SSG: The MFA program I directed for 14 years had a travelling field seminar as a central part of the curriculum, and I took graduate students to many different countries over the years. The essay “Into the Jungle” comes from one of those trips—to Peru—with students. I’ve also spent lots of time in Europe, as I have relatives and deep connections in France, my husband is Dutch, and my step-daughter lives in England. I believe that travel can waken and inspire you. When you are out of your comfort zone you attend to things more deeply. Our senses become more sensitive to sounds, images, smells, and tastes. I am much inspired by the natural world, which is why I took students so often to jungles and remote areas away from civilization. Travel widens our mind to other cultures, both human and non-human, exposes us to new stories and new ways to tell stories, but also helps us to think more deeply about who we are and where we come from. Virtual travel, such as what you find in some kinds of video games, especially MMORPG (online role-playing video game in which a very large number of people participate) allows these kinds of exploration too, because you’re travelling to strange (virtual) worlds and meeting new people in the game. And both kinds of travel inspire writing for me. There are essays about travel in real life in the book, as well as travel inside the gaming world.
DW: These sound like profoundly enriching experiences for your students. Focusing on virtual travel for a moment, do you regard the healer figure (toon?) as your alter ego?
SSG: Yes, the healer toon is a kind of alter ego for me. I love playing the role of keeping players alive in the game, and my healer toon, a night-elf, is a druid who can transform into various animals, and even a tree, so she echoes my interest in the natural world. She also has several professions that I have in real life. She’s not a writer, though! It feels good to have a safe, mostly hidden role that I can slip into from time to time.
I was wondering if you identified with any of the characters who people your poetry book, or came to feel close to them as you wrote in their voices. I found them all sympathetic, except for the defense attorney, Max Steuer, of course, and loved how you were able to suggest so much about their characters through dialogue.

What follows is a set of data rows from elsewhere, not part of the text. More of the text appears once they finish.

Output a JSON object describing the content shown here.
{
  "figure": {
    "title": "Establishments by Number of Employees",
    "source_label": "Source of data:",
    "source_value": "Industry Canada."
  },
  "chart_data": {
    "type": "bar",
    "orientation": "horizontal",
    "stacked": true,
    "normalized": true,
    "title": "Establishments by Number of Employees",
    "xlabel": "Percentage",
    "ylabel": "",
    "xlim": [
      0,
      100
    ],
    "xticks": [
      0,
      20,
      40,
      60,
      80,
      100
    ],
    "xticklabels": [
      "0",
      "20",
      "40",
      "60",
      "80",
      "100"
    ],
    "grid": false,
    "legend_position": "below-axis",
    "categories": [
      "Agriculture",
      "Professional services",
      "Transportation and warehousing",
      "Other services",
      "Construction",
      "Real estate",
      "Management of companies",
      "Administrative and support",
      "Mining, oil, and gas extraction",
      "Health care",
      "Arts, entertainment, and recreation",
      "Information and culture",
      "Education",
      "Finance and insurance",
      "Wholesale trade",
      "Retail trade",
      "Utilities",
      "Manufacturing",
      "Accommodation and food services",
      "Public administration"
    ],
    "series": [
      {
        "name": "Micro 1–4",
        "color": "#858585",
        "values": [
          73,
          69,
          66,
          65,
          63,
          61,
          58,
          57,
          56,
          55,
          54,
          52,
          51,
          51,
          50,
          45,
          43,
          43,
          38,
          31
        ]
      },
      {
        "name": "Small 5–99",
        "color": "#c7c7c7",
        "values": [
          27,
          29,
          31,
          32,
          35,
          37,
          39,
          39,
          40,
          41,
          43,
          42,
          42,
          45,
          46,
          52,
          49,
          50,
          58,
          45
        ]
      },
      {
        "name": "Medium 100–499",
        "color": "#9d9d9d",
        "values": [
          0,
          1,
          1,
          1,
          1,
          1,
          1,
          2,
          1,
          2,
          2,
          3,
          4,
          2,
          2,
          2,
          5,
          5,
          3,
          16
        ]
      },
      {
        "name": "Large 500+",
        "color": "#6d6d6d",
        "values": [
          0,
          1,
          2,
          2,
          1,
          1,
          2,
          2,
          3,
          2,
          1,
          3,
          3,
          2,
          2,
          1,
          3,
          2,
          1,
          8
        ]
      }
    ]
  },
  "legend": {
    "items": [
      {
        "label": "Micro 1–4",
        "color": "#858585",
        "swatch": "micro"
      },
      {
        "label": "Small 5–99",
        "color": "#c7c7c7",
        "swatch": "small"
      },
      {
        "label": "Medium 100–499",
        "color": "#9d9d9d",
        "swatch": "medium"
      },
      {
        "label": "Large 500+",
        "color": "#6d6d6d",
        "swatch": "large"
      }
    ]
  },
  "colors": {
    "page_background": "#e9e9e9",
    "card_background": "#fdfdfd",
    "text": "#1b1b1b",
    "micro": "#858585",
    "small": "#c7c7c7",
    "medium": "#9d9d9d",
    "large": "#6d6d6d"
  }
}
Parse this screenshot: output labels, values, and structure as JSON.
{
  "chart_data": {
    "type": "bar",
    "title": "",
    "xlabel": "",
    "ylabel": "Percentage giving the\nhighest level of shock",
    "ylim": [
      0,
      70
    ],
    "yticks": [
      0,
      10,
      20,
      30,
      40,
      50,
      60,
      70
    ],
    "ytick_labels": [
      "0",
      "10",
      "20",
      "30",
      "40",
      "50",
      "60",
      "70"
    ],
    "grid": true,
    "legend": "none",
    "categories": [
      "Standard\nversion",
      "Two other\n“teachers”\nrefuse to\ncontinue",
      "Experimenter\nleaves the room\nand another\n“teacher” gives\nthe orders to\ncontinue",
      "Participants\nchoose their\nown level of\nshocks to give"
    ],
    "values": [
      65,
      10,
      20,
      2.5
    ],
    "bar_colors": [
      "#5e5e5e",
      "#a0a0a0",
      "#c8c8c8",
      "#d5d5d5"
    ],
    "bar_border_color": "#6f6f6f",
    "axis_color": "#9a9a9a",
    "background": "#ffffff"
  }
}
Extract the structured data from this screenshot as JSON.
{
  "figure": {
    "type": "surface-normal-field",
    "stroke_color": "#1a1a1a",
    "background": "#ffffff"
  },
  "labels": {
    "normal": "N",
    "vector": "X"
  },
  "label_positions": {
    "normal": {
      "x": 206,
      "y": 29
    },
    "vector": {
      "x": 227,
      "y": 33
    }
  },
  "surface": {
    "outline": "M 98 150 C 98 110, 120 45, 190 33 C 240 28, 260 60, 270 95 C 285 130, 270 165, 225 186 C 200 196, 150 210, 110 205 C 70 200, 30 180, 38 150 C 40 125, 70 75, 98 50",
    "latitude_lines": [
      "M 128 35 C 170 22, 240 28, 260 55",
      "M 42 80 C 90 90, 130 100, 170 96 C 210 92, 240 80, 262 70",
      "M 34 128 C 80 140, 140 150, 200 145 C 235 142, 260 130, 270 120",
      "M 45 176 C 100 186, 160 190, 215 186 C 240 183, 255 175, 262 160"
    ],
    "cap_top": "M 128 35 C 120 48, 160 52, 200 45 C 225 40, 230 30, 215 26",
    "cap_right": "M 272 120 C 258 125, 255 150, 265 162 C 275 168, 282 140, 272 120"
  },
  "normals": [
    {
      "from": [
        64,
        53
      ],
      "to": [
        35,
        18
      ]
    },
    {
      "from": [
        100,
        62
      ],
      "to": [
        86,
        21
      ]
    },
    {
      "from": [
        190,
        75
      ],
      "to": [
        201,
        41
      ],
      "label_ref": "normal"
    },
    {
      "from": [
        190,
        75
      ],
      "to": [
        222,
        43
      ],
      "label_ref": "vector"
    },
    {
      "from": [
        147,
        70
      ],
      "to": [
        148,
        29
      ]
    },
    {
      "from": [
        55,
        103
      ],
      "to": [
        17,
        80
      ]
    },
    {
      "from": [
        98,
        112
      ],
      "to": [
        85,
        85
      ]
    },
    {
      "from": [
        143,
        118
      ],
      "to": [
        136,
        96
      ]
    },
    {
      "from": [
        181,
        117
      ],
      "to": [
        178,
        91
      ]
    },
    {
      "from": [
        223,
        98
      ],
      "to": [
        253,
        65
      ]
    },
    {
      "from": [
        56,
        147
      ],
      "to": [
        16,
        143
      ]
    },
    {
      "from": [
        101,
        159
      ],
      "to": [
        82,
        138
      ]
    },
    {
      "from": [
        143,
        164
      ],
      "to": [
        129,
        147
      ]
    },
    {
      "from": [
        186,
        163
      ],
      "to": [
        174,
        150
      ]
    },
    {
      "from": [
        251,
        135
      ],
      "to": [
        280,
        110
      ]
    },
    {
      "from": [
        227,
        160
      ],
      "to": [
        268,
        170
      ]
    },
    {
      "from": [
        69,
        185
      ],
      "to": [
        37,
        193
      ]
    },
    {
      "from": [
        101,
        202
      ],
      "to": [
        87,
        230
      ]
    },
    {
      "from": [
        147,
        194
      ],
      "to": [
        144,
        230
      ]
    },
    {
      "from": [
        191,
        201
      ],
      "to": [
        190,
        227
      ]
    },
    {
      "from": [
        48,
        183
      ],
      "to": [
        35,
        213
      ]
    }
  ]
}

DW: I feel close to all the characters, and, as I mentioned, have gained so much from hearing the dialogue read by others in pop-up performances. Max Steuer is the key role, the all-important antagonist. He’s not sympathetic, but he’s the engine that moves the boxing scenes of cross-examination forward. It’s strange, but, perhaps because he’s so pivotal, I’ve become fond of him, too. At the end, when Steuer says to a witness, “I am not half as cool as you think, Miss Alterman,” has the collective protagonist finally put a dent in this man’s armor, or is he just being obnoxious? I think that this moment could be interpreted either way.
Could you give us a preview of what you’re working on currently?
SSG: I have been working on making art quilts that riff off of poems in some way, and I hope to put together a book of poetry with each poem accompanied by a photograph of the quilt that inspired it. I just finished a series of four quilts that use the structure of poetic forms (so far I’ve done the sonnet, haiku, sestina, and villanelle) as a structure for the quilts. Working on quilts like these have given me new insights into the forms themselves and their strengths and weaknesses. I’m also planning to use a blog I’m keeping about poetry and quilting to write an essay or series of essays about the connections between quilting and poetry, and what it means to me to begin to take myself seriously as a fiber artist after so many years as a writer.
How about you? What are you working on now?
DW: Your quilt projects sound phenomenal. And this is such a fresh approach to utilizing formal poetry. As for me, I’ve just started translating Amelia Rosselli’s longest collection, Documento (Document) with my co-translator, Roberta Antognini. In terms of my own poetry, I’m hoping to return to my political book in the near future and write poems about movies by blacklisted directors and actors—for instance, the film Force of Evil, which stars John Garfield (blacklisted) and was directed by Abraham Polonsky (also blacklisted).